17 Republic of Uzbekistan. Crackdown in the Fargona Valley: Arbitrary Arrests and Religious Discrimination. A Human Rights Watch Report, vol. 10, no. 4, May 1998; Mehrdad Haghayegi, Islam & Politics in Central Asia, New York, 1996.

18 Haghayegi, Islam & Politics; Bakhtiiar Babajanov, "Vozrozhdenie deiatel'nosti sufiiskikh grupp v Uzbekistane," Tsentral'naia Aziia i Kavkaz no. 1 (2), 1999, pp. 181-182.

19 Overwhelmingly, contemporary Uzbek women who choose to wear the hijab, or covering prescribed by some interpretations of Islam, have adopted dress similar to that worn by conservative Muslim women in Turkey and other parts of the non-Arab Muslim world: a long loose coat-like robe together with a headscarf covering the forehead and neck, and sometimes the entire face save for the eyes. The historical Central Asian variant, the paranja and chachvan, or total-body robe draped over the head and a netting covering the face, resembling the Afghan burqa, remains a rarity.

20 Law on Freedom of Conscience, article 14.

21 Male students who wore beards were also expelled. Uzbekistan. Class Dismissed: Discriminatory Expulsions of Muslim Students, A Human Rights Watch Report, vol. 11, no. 12, October 1999.

22 Human Rights Watch interview, name withheld, Tashkent, May 26, 2000. This witness matriculated at a newly-formed Islamic school for girls after having been expelled from a secular university.
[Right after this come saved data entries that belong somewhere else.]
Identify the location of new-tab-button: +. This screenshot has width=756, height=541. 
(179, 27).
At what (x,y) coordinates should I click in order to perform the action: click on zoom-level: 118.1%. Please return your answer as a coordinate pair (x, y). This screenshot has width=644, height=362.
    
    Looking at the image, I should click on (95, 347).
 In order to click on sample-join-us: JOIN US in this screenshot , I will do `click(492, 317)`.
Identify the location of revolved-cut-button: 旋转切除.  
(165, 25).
She has been repeatedly fined and beaten by police for her persistence in covering her face in public.

23 Kyrgyz Radio first program, as cited in BBC Monitoring, August 20, 2000.

24 Constitution of the Republic of Uzbekistan, adopted December 8, 1992, part II, chapter 5, article 18; ibid., chapter 10, article 46.
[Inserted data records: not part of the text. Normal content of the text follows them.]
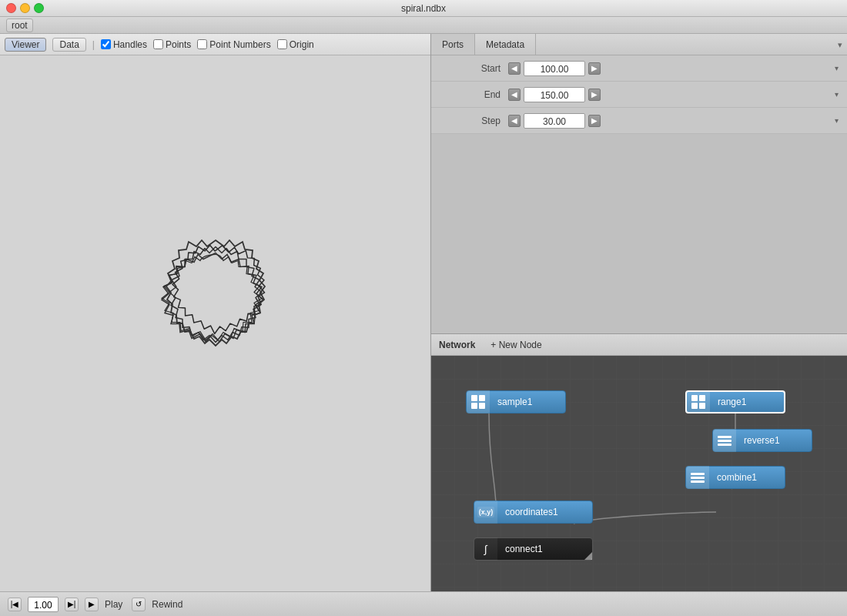 This screenshot has height=616, width=847. Describe the element at coordinates (725, 440) in the screenshot. I see `node-reverse1-icon` at that location.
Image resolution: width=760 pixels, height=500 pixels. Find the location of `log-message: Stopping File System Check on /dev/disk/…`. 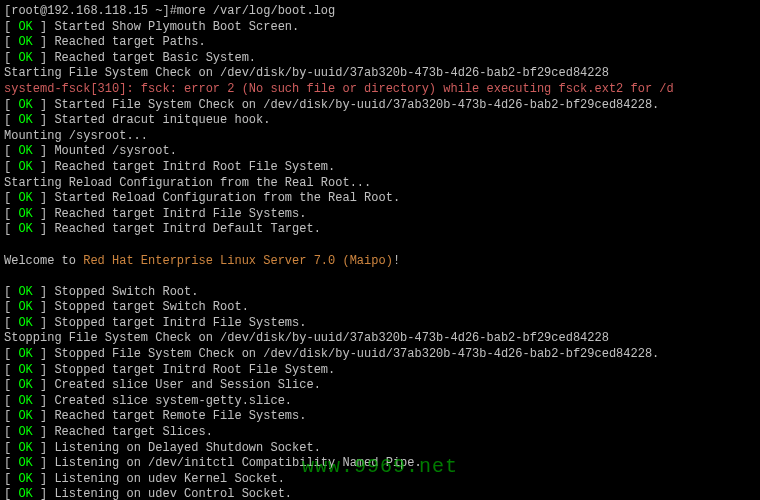

log-message: Stopping File System Check on /dev/disk/… is located at coordinates (306, 338).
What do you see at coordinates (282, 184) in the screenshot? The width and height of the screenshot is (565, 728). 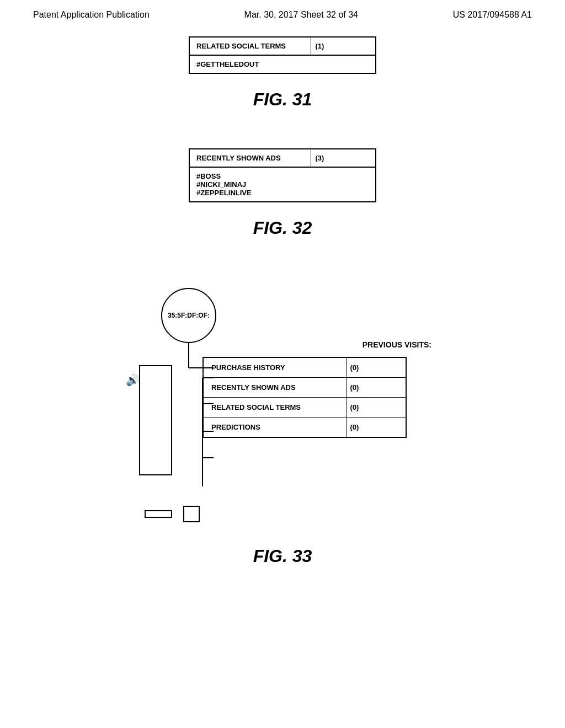 I see `fig32-row-1: #BOSS #NICKI_MINAJ #ZEPPELINLIVE` at bounding box center [282, 184].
25 Family Law Code, articles 2 and 3.

26 For analysis of the history of the Soviet Women's Committee, "one of the institutional pillars of the old regime," see Mary Buckley, "Adaptation of the Soviet Women's Committee: Deputies' voices from `Women of Russia,' in Buckley, ed., p. 159.
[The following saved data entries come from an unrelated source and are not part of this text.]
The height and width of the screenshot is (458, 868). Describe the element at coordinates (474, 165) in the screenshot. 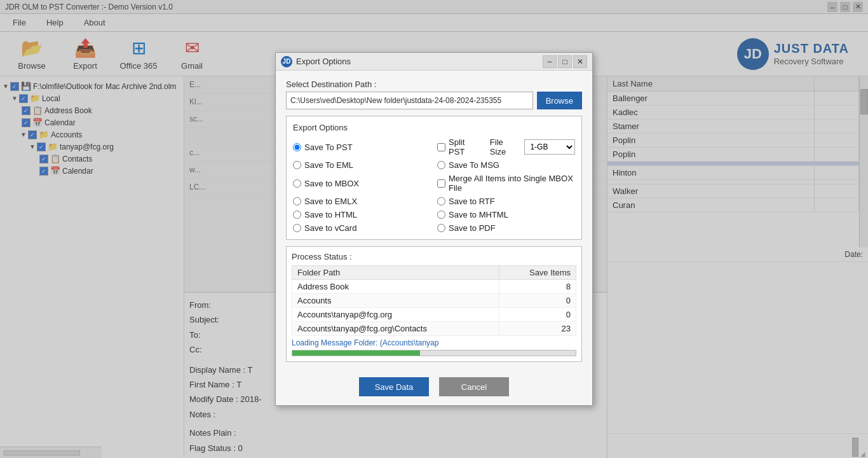

I see `label-save-msg: Save To MSG` at that location.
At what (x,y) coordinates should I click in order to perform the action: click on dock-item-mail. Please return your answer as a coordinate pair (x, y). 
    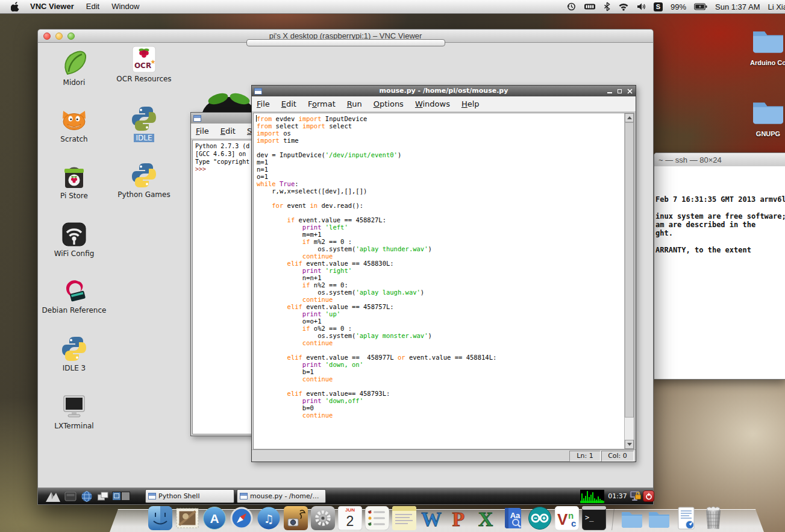
    Looking at the image, I should click on (187, 518).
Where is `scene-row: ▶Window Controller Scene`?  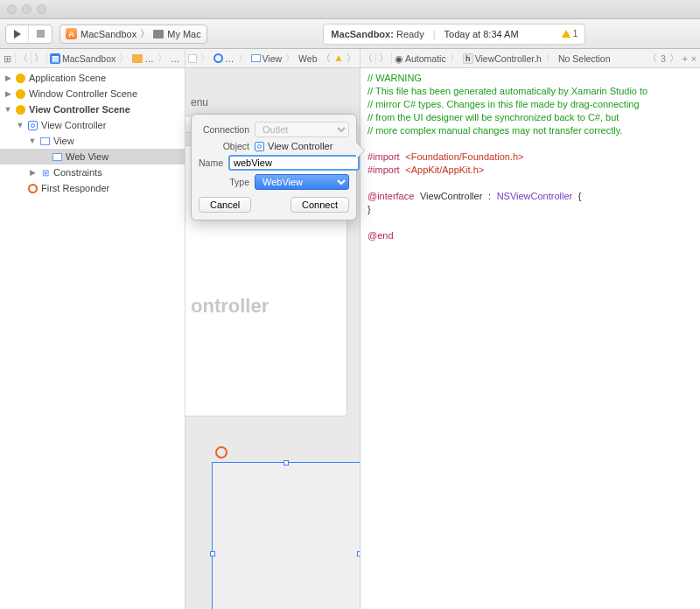 scene-row: ▶Window Controller Scene is located at coordinates (93, 94).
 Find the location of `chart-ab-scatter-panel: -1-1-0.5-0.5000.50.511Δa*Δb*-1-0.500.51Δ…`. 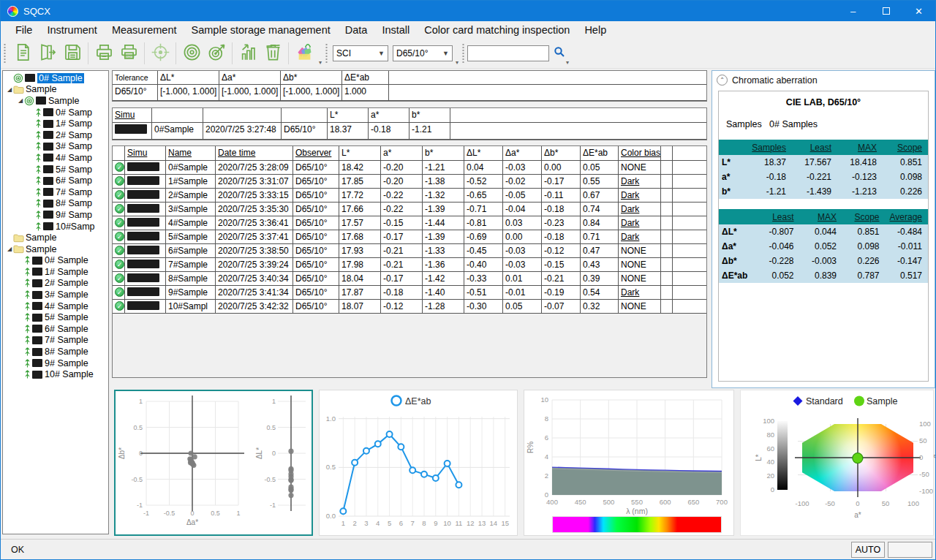

chart-ab-scatter-panel: -1-1-0.5-0.5000.50.511Δa*Δb*-1-0.500.51Δ… is located at coordinates (214, 463).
27 Pravda Vostoka, December 12, 1995.

28 Shireen Akiner, "Between tradition and modernity," pp. 292-293.

29 Family code, part II, article 15. Exceptions are provided for "with valid cause," in which "in exceptional cases, the hokim of the district or city in which the marriage is to be registered may, at the request of the parties to be married, lower the minimum age of marriage, though not by more than one year." State statistics show that the average age at first marriage remained at twenty-one (after dipping to 20.2 in 1995) between 1992 and 1998. UNDP, Human Development Report: Uzbekistan, 1999 (Tashkent, 1999), p. 74. However, the reliance on religious marriage ceremonies, anecdotal evidence shows, indicates that many marriages are contracted in fact before being registered with state agencies. Indeed, some observers tie the trend toward religious marriage ceremonies to families' efforts to circumvent the minimum age of marriage laws.

30 For a discussion of the human rights aspects of early marriage, see Early Marriage, Child Spouses, Innocenti Digest No. 7, March 2001, http://www.unicef-icdc.org/publications/pdf/digest7e.pdf, June 20, 2001.

31 Human Rights Watch Interview, social scientist, name withheld, Tashkent, May 17, 2000.

32 UNDP, Human Development Report: Uzbekistan, 1999, p. 74.

33 Interview with Rector Damin Abdurakhimovich Asadov of Tashkent's Pediatric Medical Institute, Tashkent, June 3, 1998; see Class Dismissed..p. 16. Economic motives, beyond simple cost, may also play a role in discouraging women's higher education. One analyst notes that younger women command a much higher bride price than women over the age of twenty, even those with a university degree. Therefore, poverty may induce families to marry off their daughters earlier; and husband's families have little incentive to invest in the new bride's education. Anara Tabyshalieva, "Revival of Traditions in Post-Soviet Central Asia," Making the Transition Work for Women in Europe and Central Asia, World Bank Discussion Paper No. 411 (Washington, D.C., 2000), p. 53.

34 UNDP, Human Development Report: Uzbekistan, 1999, p. 23.

35 Committee on the Elimination of Discrimination Against Women, Initial reports of States Parties, Uzbekistan, CEDAW/C/UZB/1, February 2, 2000, pp. 59-61.